Siegel and Agins Co., LPA -- A Legal Professional Association with a Primary Focus on Special Education and the Law

Nonverbal Learning Disability as a Distinct Disability

A nonverbal learning disability (NLD) is a disability that makes it difficult to use and understand nonverbal communication. Problems with connections on the right side of the brain are thought to cause NLD. A child with NLD is both symptomatically and behaviorally similar to a person who has sustained a severe head injury to the right cerebral hemisphere, which results in disorganized and oppositional behavior and a difficult time following a change in routine. Some researchers group NLD with pervasive developmental disorder not otherwise specified and Asperger’s syndrome while other researchers view NLD as an entirely distinct disability.

Nonverbal learning disability is typically identified by a review of a student’s intelligence quotient (IQ) test scores. Students with NLD often score much higher on the verbal sections of a test than on the performance sections, which measure visual/spatial skills through the use of puzzles, mazes, graphs, mathematics, and/or understanding written instructions. Normally, the difference in the scores is used as a threshold for diagnosis of NLD and is around 15 points lower or as much as 40 points lower on the performance section than the verbal section. A higher difference indicates a more severe form of NLD.

Although IQ test scores may offer proof of NLD, it is often not diagnosed until pre-adolescence. This is generally due to the fact that children with NLD often have excellent language skills, which makes the learning disability less identifiable. Nonverbal learning disability becomes more apparent when school work becomes more difficult. Students with NLD often have difficulties with reading comprehension, understanding literary devices and mathematics, and thinking creatively.

Nonverbal learning disability is a rare learning disability. While 10% of the people of the general population have learning disabilities, only 1% to 10% of those with learning disabilities have NLD. This fact combined with the difficulty of identifying NLD often leads to the mistreatment of students with NLD by educators. Students with NLD are often viewed as too talkative by classroom teachers and as too clumsy by physical education teachers. Educators should learn about the effects of NLD as well as the identifying features of the disability in order to prevent a student with NLD from developing anxiety and low self-esteem as a result of mistreatment.

There are many negative effects associated with NLD. Nonverbal learning disabilities make it difficult for students to participate in nonverbal reasoning and to comprehend nonverbal communication. Students with NLD have a decreased capacity to understand nonverbal communications like gestures, body language, and facial expressions. In addition, students with NLD have trouble using nonverbal communications themselves. As a result, a student with NLD may not comply with social rules regarding personal space, eye contact, and the use of nonverbal communication to express feelings or comprehension. Finally, NLD makes it difficult for students to respond to information presented to them in a nonverbal manner. As a result, students with NLD may have to convert nonverbal information into a verbal form in order to understand or remember the information. To illustrate, a student with NLD taking geometry must talk a problem into a tape recorder and play it back, whereas most students write down the problem and use graphics to see it visually.

In addition to the above-mentioned difficulties that a student with NLD may have, students with NLD often have difficulties with their motor skills, may appear to be clumsy, and have difficulties with ordinary tasks like using scissors or tying shoes.

Finally, students with NLD may exhibit difficulties with tasks involving visual, spatial, and organizational skills. As a result, students with NLD may become lost easily, have difficulties in identifying causal relationships, or have troubles with nonverbal abstract reasoning.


▶ [ABOUT THIS EXERCISE]: Output a verbatim copy of the data, cut off after the line that contains "What do you see at coordinates (321, 17)".

▶ [RECORDS FOR THE TASK]:
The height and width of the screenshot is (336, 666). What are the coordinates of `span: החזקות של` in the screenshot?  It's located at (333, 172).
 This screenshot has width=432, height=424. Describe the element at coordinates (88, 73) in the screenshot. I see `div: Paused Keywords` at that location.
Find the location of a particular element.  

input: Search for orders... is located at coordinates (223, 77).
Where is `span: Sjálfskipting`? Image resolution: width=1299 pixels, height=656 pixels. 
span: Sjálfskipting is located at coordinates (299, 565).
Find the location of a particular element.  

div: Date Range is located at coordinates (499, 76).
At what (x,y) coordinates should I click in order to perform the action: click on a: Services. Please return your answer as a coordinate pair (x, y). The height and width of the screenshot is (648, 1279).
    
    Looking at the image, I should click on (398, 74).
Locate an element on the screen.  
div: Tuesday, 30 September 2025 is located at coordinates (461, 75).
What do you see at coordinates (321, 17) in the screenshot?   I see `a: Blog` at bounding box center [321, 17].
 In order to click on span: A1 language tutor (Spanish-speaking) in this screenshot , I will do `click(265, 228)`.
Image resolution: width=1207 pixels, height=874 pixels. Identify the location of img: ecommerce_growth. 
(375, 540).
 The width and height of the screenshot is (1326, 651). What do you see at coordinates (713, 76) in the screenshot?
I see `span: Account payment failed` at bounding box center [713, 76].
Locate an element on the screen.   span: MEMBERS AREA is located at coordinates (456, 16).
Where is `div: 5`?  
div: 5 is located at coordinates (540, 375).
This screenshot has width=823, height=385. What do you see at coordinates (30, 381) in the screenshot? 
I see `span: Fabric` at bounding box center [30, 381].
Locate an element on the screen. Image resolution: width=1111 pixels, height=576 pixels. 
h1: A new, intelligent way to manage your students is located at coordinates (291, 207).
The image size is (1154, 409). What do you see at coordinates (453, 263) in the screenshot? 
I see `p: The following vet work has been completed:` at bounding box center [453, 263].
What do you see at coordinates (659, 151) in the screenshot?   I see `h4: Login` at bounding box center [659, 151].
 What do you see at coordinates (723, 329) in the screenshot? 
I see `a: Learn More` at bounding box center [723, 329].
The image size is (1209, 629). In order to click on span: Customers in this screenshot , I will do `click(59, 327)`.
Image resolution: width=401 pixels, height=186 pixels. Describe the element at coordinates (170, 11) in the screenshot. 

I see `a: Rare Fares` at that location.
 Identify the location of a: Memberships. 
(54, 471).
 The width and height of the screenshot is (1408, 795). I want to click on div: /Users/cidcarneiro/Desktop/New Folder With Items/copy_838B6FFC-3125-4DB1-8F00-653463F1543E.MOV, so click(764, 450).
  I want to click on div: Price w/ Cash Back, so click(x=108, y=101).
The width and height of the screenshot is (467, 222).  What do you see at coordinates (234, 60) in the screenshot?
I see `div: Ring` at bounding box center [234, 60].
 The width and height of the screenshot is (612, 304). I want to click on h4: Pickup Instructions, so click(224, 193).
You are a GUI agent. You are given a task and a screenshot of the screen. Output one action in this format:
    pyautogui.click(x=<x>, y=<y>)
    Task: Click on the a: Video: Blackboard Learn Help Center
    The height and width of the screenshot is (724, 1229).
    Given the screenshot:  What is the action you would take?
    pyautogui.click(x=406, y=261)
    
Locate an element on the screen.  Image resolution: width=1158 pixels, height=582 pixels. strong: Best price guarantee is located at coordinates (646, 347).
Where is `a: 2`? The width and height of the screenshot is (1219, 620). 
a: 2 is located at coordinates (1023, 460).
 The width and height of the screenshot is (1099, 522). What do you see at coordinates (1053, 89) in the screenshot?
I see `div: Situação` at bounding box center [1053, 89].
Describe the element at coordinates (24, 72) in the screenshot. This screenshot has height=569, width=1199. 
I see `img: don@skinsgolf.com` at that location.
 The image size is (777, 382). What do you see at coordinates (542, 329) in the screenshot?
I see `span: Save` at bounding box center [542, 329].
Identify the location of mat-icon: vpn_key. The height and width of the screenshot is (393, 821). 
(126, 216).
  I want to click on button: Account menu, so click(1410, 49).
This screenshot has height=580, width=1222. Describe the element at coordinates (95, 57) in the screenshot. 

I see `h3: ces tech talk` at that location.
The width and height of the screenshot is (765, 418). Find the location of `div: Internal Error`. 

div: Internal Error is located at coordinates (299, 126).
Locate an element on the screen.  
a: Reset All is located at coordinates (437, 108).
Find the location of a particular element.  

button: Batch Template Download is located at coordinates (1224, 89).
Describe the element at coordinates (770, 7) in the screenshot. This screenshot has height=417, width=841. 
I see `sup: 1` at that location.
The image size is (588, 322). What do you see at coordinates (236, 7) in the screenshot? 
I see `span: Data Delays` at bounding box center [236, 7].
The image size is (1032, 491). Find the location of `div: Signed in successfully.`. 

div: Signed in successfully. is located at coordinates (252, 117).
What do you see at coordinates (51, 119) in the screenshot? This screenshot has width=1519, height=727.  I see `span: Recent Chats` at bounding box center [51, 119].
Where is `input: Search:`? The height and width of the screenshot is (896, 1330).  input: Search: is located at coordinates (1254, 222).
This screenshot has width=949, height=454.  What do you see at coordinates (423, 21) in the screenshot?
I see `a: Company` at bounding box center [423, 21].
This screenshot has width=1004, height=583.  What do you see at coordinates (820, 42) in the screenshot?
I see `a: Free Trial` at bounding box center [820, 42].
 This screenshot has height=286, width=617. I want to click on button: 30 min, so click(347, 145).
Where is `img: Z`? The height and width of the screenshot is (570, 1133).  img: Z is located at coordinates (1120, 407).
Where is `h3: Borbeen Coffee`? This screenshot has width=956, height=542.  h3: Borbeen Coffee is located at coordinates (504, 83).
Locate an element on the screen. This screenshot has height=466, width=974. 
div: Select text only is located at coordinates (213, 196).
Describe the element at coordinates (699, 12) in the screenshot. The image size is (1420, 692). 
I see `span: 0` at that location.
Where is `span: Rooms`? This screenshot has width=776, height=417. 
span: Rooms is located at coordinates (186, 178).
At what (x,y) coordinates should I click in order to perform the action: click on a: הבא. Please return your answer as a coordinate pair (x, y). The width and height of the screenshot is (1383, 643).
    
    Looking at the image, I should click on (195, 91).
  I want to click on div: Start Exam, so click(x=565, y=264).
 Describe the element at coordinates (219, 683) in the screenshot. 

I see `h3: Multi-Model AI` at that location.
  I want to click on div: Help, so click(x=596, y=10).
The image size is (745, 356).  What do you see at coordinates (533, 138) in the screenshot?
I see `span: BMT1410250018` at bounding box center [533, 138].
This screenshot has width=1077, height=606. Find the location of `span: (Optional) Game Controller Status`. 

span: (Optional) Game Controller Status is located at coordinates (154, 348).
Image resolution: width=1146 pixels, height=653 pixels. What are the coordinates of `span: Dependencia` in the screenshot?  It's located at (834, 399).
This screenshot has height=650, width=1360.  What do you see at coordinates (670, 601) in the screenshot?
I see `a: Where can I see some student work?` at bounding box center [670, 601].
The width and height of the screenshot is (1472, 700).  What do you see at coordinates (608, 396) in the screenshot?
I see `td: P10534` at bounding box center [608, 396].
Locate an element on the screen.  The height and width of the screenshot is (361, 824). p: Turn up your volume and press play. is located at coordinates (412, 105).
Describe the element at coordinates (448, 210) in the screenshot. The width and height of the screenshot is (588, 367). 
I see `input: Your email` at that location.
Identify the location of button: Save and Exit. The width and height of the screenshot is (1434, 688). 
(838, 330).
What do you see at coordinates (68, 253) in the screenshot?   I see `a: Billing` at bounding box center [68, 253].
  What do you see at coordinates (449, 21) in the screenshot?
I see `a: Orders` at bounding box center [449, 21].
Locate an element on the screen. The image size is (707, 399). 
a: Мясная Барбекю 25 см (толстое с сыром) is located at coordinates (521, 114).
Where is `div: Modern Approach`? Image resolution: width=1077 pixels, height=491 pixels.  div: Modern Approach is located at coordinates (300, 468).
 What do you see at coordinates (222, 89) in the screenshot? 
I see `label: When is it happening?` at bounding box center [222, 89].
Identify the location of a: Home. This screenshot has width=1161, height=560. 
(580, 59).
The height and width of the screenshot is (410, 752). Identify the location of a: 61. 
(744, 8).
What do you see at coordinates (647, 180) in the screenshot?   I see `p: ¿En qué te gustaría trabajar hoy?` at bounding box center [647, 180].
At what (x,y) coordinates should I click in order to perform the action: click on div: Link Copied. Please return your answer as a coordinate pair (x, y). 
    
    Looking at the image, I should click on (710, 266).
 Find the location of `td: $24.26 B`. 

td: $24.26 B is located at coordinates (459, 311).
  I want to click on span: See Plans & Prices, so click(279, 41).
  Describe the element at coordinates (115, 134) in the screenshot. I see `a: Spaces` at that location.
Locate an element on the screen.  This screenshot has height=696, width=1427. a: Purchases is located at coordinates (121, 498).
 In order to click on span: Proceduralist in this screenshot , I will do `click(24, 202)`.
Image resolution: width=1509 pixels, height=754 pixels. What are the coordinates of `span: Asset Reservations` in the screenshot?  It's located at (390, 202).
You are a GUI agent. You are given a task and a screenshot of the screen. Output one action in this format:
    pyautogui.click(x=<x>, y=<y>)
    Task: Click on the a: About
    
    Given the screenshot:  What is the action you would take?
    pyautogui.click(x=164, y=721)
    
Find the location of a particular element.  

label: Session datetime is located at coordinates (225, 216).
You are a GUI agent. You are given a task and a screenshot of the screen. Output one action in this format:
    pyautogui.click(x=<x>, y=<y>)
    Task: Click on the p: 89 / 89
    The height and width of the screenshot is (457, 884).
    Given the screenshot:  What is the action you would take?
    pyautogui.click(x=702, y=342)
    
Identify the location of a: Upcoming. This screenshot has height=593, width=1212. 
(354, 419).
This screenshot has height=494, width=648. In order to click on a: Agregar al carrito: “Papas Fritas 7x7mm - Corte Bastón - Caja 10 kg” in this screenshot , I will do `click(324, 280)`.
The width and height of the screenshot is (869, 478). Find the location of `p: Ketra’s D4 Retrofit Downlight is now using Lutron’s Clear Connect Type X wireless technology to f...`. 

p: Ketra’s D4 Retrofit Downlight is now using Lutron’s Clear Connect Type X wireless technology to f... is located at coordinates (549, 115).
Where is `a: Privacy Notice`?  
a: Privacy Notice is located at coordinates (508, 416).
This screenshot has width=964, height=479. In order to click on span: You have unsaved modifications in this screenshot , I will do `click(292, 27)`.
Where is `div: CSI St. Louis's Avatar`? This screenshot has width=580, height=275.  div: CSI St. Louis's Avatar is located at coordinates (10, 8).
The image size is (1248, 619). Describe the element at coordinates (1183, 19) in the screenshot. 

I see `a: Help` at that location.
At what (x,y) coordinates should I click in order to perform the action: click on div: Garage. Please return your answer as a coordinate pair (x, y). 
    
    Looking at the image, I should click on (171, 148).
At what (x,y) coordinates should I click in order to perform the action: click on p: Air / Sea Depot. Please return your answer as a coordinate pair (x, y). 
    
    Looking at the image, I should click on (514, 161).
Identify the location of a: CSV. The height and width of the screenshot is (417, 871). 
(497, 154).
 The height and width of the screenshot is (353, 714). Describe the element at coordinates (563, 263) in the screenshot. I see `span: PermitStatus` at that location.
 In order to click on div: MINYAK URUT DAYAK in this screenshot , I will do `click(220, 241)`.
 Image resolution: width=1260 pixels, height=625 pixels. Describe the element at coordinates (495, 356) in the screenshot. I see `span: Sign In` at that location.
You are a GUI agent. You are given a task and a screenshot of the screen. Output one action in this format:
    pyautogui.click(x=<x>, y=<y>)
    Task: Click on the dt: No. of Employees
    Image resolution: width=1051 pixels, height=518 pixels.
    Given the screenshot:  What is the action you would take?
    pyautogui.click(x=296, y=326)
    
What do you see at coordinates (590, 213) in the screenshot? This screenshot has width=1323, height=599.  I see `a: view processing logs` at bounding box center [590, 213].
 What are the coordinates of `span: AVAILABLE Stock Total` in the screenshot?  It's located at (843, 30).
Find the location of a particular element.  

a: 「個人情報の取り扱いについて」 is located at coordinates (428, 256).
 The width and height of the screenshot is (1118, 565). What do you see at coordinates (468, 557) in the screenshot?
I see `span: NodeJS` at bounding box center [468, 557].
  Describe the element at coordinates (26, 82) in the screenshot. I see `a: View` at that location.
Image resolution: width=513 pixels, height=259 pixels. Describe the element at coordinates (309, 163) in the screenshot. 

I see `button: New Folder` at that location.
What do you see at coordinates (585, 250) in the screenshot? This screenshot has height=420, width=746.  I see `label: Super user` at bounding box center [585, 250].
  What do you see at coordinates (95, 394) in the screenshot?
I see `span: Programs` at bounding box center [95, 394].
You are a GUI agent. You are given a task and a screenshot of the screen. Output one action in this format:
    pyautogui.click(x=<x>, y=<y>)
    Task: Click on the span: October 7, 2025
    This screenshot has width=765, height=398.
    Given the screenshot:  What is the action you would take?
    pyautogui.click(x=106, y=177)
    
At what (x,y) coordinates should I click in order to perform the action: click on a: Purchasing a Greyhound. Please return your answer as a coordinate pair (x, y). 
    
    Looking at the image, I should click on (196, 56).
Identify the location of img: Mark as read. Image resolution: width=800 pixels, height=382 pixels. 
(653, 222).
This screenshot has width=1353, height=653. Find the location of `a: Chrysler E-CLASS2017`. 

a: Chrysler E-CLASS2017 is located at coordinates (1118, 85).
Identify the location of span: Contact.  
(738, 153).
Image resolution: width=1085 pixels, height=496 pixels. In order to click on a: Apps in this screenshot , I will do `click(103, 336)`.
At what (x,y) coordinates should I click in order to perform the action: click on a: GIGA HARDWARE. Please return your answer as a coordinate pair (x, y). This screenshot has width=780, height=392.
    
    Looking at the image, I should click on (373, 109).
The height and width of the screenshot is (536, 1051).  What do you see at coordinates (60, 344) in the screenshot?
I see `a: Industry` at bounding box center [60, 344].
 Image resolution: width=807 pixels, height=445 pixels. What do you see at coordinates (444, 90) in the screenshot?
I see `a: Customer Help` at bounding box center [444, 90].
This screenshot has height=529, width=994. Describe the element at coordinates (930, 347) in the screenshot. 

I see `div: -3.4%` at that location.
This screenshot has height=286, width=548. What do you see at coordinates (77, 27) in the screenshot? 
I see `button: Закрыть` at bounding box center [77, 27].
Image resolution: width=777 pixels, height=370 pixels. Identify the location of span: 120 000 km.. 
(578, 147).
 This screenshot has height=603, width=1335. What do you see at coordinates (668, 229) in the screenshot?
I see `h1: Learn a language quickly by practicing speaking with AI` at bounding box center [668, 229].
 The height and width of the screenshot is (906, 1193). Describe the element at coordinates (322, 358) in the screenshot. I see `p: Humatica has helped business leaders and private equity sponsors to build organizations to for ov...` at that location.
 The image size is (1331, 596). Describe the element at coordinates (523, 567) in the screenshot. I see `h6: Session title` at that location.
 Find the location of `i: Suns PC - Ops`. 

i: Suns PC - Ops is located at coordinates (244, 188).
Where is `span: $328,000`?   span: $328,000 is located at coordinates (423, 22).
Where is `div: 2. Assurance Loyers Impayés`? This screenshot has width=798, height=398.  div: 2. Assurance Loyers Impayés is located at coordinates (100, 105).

▶ [EXERCISE OUTPUT]:
The height and width of the screenshot is (336, 666). What are the coordinates of `span: החזקות של` in the screenshot?  It's located at (333, 172).
 This screenshot has width=432, height=424. Describe the element at coordinates (88, 73) in the screenshot. I see `div: Paused Keywords` at that location.
Find the location of a particular element.  

input: Search for orders... is located at coordinates (223, 77).
Where is `span: Sjálfskipting`? Image resolution: width=1299 pixels, height=656 pixels. 
span: Sjálfskipting is located at coordinates (299, 565).
Find the location of a particular element.  

div: Date Range is located at coordinates (499, 76).
At what (x,y) coordinates should I click in order to perform the action: click on a: Services. Please return your answer as a coordinate pair (x, y). The height and width of the screenshot is (648, 1279).
    
    Looking at the image, I should click on (398, 74).
Locate an element on the screen.  
div: Tuesday, 30 September 2025 is located at coordinates (461, 75).
What do you see at coordinates (321, 17) in the screenshot?   I see `a: Blog` at bounding box center [321, 17].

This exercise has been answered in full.